As physician-essayist Lewis Thomas has urged, ignorance-based courses and curricula are urgently needed in medical education to prepare future generations of scientific physicians and physician-scientists for the uncertain, rapidly changing world ahead. This article reviews the evolving concept of ignorance in general and specifically in medicine and its relationship to knowledge. Issues about goals, content, and assessment of such ignorance-based courses are discussed along with the experience of the University of Arizona's National Institutes of Health-sponsored Summer Institute on Medical Ignorance for medical student researchers and disadvantaged high school students.
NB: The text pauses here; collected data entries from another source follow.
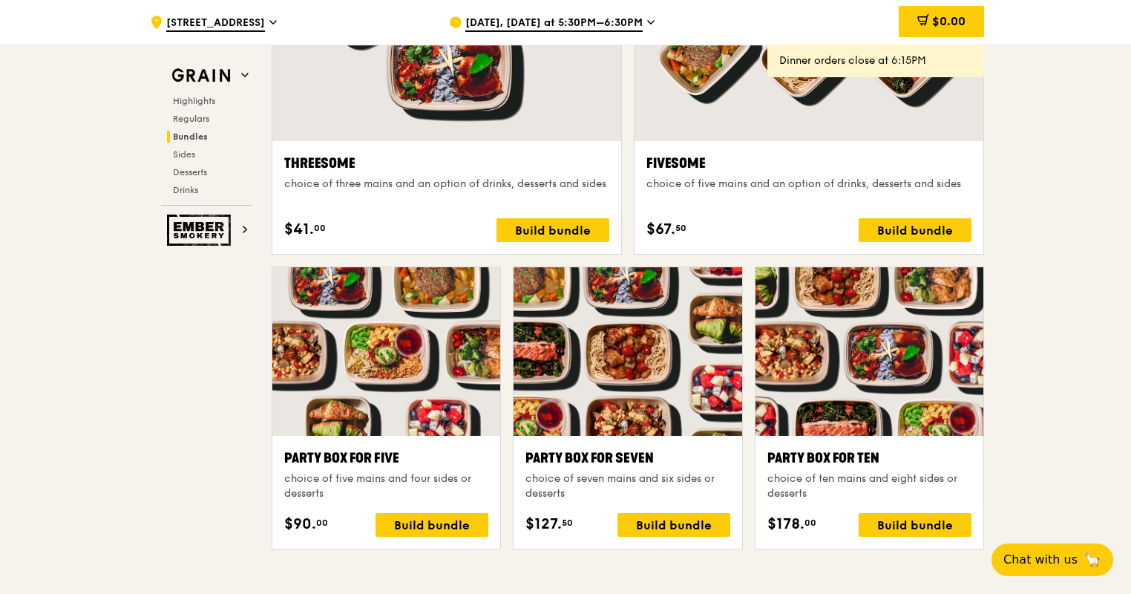 Image resolution: width=1131 pixels, height=594 pixels. I want to click on img: Grain web logo, so click(201, 76).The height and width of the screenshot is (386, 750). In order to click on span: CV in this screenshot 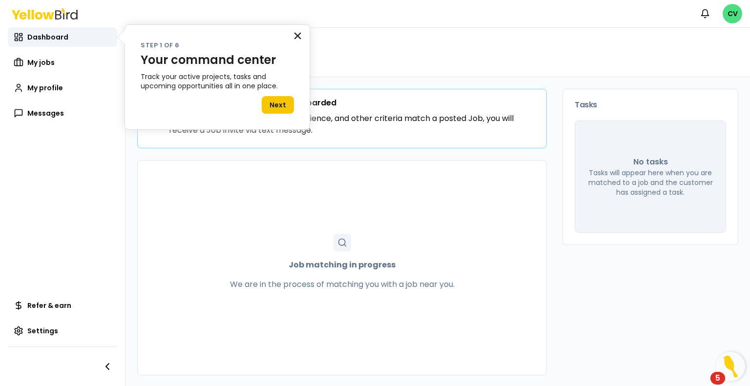, I will do `click(732, 14)`.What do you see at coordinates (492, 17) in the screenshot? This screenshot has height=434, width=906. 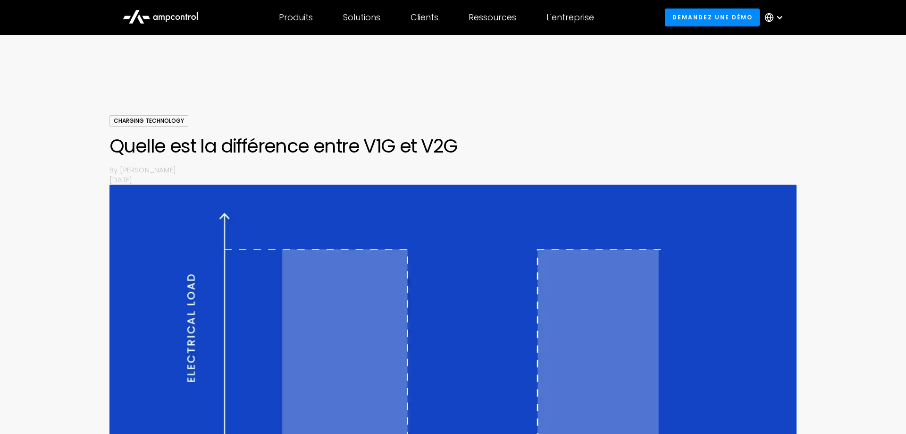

Summer Institute on Medical Ignorance activities can be readily replicated or adopted in their entirety or partially in both live and Internet-based formats. These will serve to introduce medical ignoramics and questioning as a way to balance the information-overloaded medical curriculum.


2020 ◽  
Vol 8 (1) ◽  
pp. 45-48
Author(s):  
Paul M. Ryan ◽  
André Dos Santos Rocha

Dr. André dos Santos Rocha is a Resident Physician in Intensive Care Medicine & Anaesthesiology and a current MD-PhD student in the Department of Acute Medicine at the University of Geneva. In parallel, he is also the current Chairman of the European MD/PhD Association (EMPA), a role in which he coordinates a diverse group of highly-driven MD-PhD students. EMPA is a not-for-profit organisation which was founded with the central aims of bringing together MD-PhDs from across Europe, fostering a comfortable setting for networking, promotion of European scientific collaborations and support for research and mobility of European MD-PhD students. One of the main medium through which EMPA achieves a number of these lofty goals is their annual conference, which is typically held in conjunction with one of the national associations. I met with André after the recent European and Swiss MD-PhD Conference in Geneva to discuss his experience in this role and what the future holds for EMPA.


1993 ◽  
Vol 32 (05) ◽  
pp. 365-372 ◽  
Author(s):  
T. Timmeis ◽  
J. H. van Bemmel ◽  
E. M. van Mulligen

AbstractResults are presented of the user evaluation of an integrated medical workstation for support of clinical research. Twenty-seven users were recruited from medical and scientific staff of the University Hospital Dijkzigt, the Faculty of Medicine of the Erasmus University Rotterdam, and from other Dutch medical institutions; and all were given a written, self-contained tutorial. Subsequently, an experiment was done in which six clinical data analysis problems had to be solved and an evaluation form was filled out. The aim of this user evaluation was to obtain insight in the benefits of integration for support of clinical data analysis for clinicians and biomedical researchers. The problems were divided into two sets, with gradually more complex problems. In the first set users were guided in a stepwise fashion to solve the problems. In the second set each stepwise problem had an open counterpart. During the evaluation, the workstation continuously recorded the user’s actions. From these results significant differences became apparent between clinicians and non-clinicians for the correctness (means 54% and 81%, respectively, p = 0.04), completeness (means 64% and 88%, respectively, p = 0.01), and number of problems solved (means 67% and 90%, respectively, p = 0.02). These differences were absent for the stepwise problems. Physicians tend to skip more problems than biomedical researchers. No statistically significant differences were found between users with and without clinical data analysis experience, for correctness (means 74% and 72%, respectively, p = 0.95), and completeness (means 82% and 79%, respectively, p = 0.40). It appeared that various clinical research problems can be solved easily with support of the workstation; the results of this experiment can be used as guidance for the development of the successor of this prototype workstation and serve as a reference for the assessment of next versions.


Author(s):  
Sourav Bhattacharjee

In this second Expert Perspective video with Sourav Bhattacharjee of the University College Dublin, Sourav discusses how nanomedicine is being used in clinical research, with particular emphasis on the role of nanomedicine and nanotechnology in cancer treatment.